I mean, there are basically two standards. One's to just have them seen from directly above (while being impassable) as you see in DF &c. so that you can clearly distinguish everything; the other is the ToME style, having them be side-on like that but also making the sprites block movement on their tiles with maybe a tiny bit of overlap. In the case of the latter, pretty much everything is slanted at the same angle, though, which doesn't really mesh well with the top-down view that games like this tend to require if they're not going to be utter headaches to eyeball distances in.
There are some games like Elona+ where trees do work like you have them, but those are generally tick-based and cede direct control of the character to the player so there's not really that same degree of "goddamn it where's my guy" when you can just tap right or left a couple times. More importantly, pretty much every game that has that (at least for me) ends up with the sole memorable type of tree-related interaction or thought being "oh hell, which tree am I behind?" rather than anything positive.
I mean, it can work, but I'd suggest something like finding/making/altering tree sprites so that they're a bit more limited in their coverage of background tiles. I can say right now that if I were to play that I'd just start straight off by deforesting the map, both so that I didn't have to hunt down my dudes and to make an open kill-zone that enemies couldn't wander through half-invisibly. They don't have to be to scale to convey what they need to, as Rimworld showed--those trees are, what a tile of trunk and a tile and a half of concealing foliage?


[Problem description]
Restate the listing below word for word, and leave its pictures behind.

┌─ Data for processing

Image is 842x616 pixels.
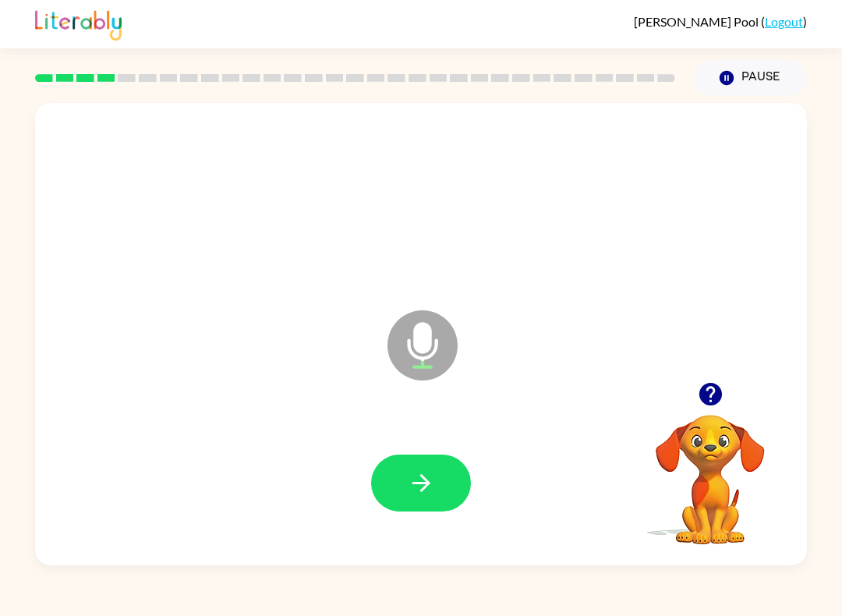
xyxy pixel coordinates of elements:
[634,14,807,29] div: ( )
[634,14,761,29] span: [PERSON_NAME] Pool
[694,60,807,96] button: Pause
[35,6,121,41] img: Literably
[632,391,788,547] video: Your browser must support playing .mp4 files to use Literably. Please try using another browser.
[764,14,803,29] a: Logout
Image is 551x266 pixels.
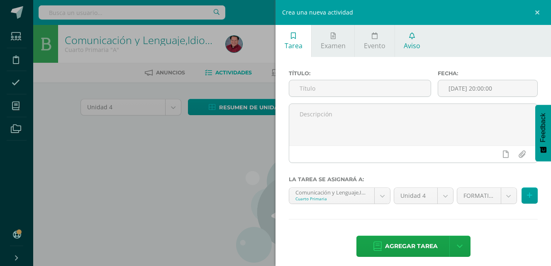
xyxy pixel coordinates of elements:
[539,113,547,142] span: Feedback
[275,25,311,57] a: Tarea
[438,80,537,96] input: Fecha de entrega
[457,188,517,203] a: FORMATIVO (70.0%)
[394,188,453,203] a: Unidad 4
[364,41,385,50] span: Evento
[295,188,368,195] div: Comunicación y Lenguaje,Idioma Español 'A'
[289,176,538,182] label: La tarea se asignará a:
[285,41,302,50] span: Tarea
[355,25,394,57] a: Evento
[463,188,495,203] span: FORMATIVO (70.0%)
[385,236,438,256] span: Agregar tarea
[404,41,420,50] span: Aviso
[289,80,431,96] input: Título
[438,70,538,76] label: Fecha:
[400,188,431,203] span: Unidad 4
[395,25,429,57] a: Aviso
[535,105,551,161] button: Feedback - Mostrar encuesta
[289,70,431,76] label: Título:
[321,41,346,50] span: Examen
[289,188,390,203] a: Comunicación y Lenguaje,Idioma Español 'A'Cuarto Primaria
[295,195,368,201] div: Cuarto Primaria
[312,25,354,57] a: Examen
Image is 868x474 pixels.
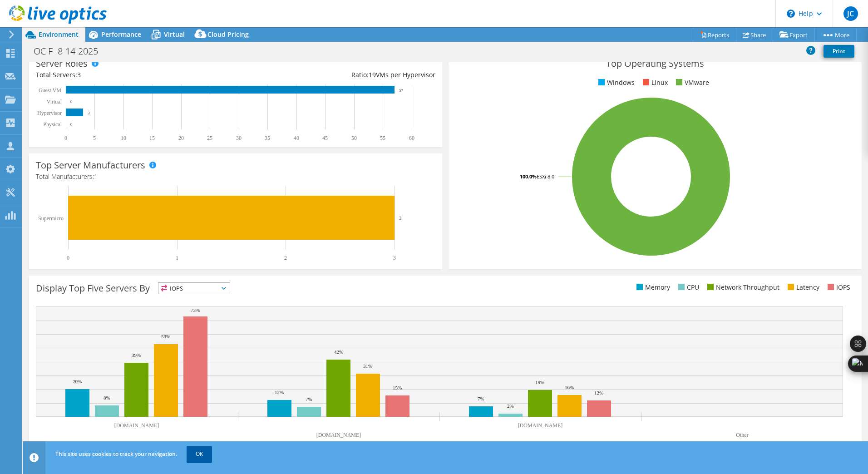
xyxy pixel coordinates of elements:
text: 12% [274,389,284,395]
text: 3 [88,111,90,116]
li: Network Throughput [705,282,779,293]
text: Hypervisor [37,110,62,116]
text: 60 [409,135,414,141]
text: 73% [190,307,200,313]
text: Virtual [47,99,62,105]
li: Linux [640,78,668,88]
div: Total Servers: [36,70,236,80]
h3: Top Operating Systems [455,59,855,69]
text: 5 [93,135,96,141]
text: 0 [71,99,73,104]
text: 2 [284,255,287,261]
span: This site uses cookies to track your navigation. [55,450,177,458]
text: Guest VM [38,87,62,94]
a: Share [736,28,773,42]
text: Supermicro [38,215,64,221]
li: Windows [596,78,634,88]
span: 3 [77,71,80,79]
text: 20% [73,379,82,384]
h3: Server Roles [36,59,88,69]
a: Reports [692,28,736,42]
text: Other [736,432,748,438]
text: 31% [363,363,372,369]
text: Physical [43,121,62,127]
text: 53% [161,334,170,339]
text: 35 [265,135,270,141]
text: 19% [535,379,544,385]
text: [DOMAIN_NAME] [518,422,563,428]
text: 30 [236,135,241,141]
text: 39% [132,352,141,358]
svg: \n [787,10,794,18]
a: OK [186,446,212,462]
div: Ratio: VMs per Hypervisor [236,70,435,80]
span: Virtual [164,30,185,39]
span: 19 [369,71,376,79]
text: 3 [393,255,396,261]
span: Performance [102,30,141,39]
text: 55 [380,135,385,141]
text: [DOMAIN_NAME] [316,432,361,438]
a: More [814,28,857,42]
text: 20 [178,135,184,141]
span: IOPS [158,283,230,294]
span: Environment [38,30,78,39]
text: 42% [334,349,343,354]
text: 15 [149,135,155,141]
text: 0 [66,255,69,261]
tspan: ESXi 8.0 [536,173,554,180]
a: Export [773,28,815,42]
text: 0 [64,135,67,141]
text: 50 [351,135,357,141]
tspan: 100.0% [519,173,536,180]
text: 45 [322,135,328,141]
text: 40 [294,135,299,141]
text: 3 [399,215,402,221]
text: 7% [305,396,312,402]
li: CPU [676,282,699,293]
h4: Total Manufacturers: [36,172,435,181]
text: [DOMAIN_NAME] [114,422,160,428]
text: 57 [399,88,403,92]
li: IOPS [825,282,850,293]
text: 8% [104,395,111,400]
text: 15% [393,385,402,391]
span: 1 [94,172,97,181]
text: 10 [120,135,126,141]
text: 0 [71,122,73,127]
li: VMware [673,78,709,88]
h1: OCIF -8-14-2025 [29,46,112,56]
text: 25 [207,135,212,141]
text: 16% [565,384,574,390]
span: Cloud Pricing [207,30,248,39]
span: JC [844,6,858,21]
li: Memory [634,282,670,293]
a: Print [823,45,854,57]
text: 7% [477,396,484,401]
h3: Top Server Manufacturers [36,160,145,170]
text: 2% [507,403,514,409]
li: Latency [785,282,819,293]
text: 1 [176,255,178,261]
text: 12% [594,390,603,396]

└─

[Response to the task]
Image is 842x616 pixels.
xyxy pixel coordinates of elements:
[634,14,807,29] div: ( )
[634,14,761,29] span: [PERSON_NAME] Pool
[694,60,807,96] button: Pause
[35,6,121,41] img: Literably
[632,391,788,547] video: Your browser must support playing .mp4 files to use Literably. Please try using another browser.
[764,14,803,29] a: Logout
Image is 551x266 pixels.
xyxy pixel coordinates of elements:
[539,113,547,142] span: Feedback
[275,25,311,57] a: Tarea
[438,80,537,96] input: Fecha de entrega
[457,188,517,203] a: FORMATIVO (70.0%)
[394,188,453,203] a: Unidad 4
[364,41,385,50] span: Evento
[295,188,368,195] div: Comunicación y Lenguaje,Idioma Español 'A'
[289,176,538,182] label: La tarea se asignará a:
[285,41,302,50] span: Tarea
[355,25,394,57] a: Evento
[463,188,495,203] span: FORMATIVO (70.0%)
[385,236,438,256] span: Agregar tarea
[404,41,420,50] span: Aviso
[289,80,431,96] input: Título
[438,70,538,76] label: Fecha:
[400,188,431,203] span: Unidad 4
[395,25,429,57] a: Aviso
[535,105,551,161] button: Feedback - Mostrar encuesta
[289,70,431,76] label: Título:
[321,41,346,50] span: Examen
[289,188,390,203] a: Comunicación y Lenguaje,Idioma Español 'A'Cuarto Primaria
[295,195,368,201] div: Cuarto Primaria
[312,25,354,57] a: Examen
Image is 868x474 pixels.
xyxy pixel coordinates of elements:
text: 12% [274,389,284,395]
text: 3 [88,111,90,116]
li: Network Throughput [705,282,779,293]
text: Hypervisor [37,110,62,116]
text: 60 [409,135,414,141]
text: 73% [190,307,200,313]
text: Virtual [47,99,62,105]
li: Linux [640,78,668,88]
div: Total Servers: [36,70,236,80]
h3: Top Operating Systems [455,59,855,69]
text: 5 [93,135,96,141]
text: 0 [71,99,73,104]
text: 2 [284,255,287,261]
span: This site uses cookies to track your navigation. [55,450,177,458]
text: Guest VM [38,87,62,94]
a: Share [736,28,773,42]
text: Supermicro [38,215,64,221]
li: Windows [596,78,634,88]
span: 3 [77,71,80,79]
text: 20% [73,379,82,384]
h3: Server Roles [36,59,88,69]
a: Reports [692,28,736,42]
text: Other [736,432,748,438]
text: 31% [363,363,372,369]
text: Physical [43,121,62,127]
text: 53% [161,334,170,339]
text: 35 [265,135,270,141]
text: 19% [535,379,544,385]
text: [DOMAIN_NAME] [518,422,563,428]
text: 30 [236,135,241,141]
text: 39% [132,352,141,358]
svg: \n [787,10,794,18]
a: OK [186,446,212,462]
div: Ratio: VMs per Hypervisor [236,70,435,80]
span: Virtual [164,30,185,39]
span: 19 [369,71,376,79]
text: 3 [393,255,396,261]
span: Performance [102,30,141,39]
text: 55 [380,135,385,141]
text: [DOMAIN_NAME] [316,432,361,438]
a: More [814,28,857,42]
text: 20 [178,135,184,141]
span: IOPS [158,283,230,294]
span: Environment [38,30,78,39]
text: 42% [334,349,343,354]
text: 15 [149,135,155,141]
text: 0 [66,255,69,261]
tspan: ESXi 8.0 [536,173,554,180]
a: Export [773,28,815,42]
text: 0 [64,135,67,141]
text: 50 [351,135,357,141]
tspan: 100.0% [519,173,536,180]
text: 45 [322,135,328,141]
text: 40 [294,135,299,141]
text: 3 [399,215,402,221]
text: 7% [305,396,312,402]
li: CPU [676,282,699,293]
h4: Total Manufacturers: [36,172,435,181]
text: [DOMAIN_NAME] [114,422,160,428]
text: 57 [399,88,403,92]
li: IOPS [825,282,850,293]
text: 8% [104,395,111,400]
text: 15% [393,385,402,391]
span: 1 [94,172,97,181]
text: 10 [120,135,126,141]
text: 0 [71,122,73,127]
li: VMware [673,78,709,88]
h1: OCIF -8-14-2025 [29,46,112,56]
text: 25 [207,135,212,141]
text: 16% [565,384,574,390]
span: Cloud Pricing [207,30,248,39]
span: JC [844,6,858,21]
li: Memory [634,282,670,293]
a: Print [823,45,854,57]
text: 7% [477,396,484,401]
h3: Top Server Manufacturers [36,160,145,170]
text: 2% [507,403,514,409]
li: Latency [785,282,819,293]
text: 1 [176,255,178,261]
text: 12% [594,390,603,396]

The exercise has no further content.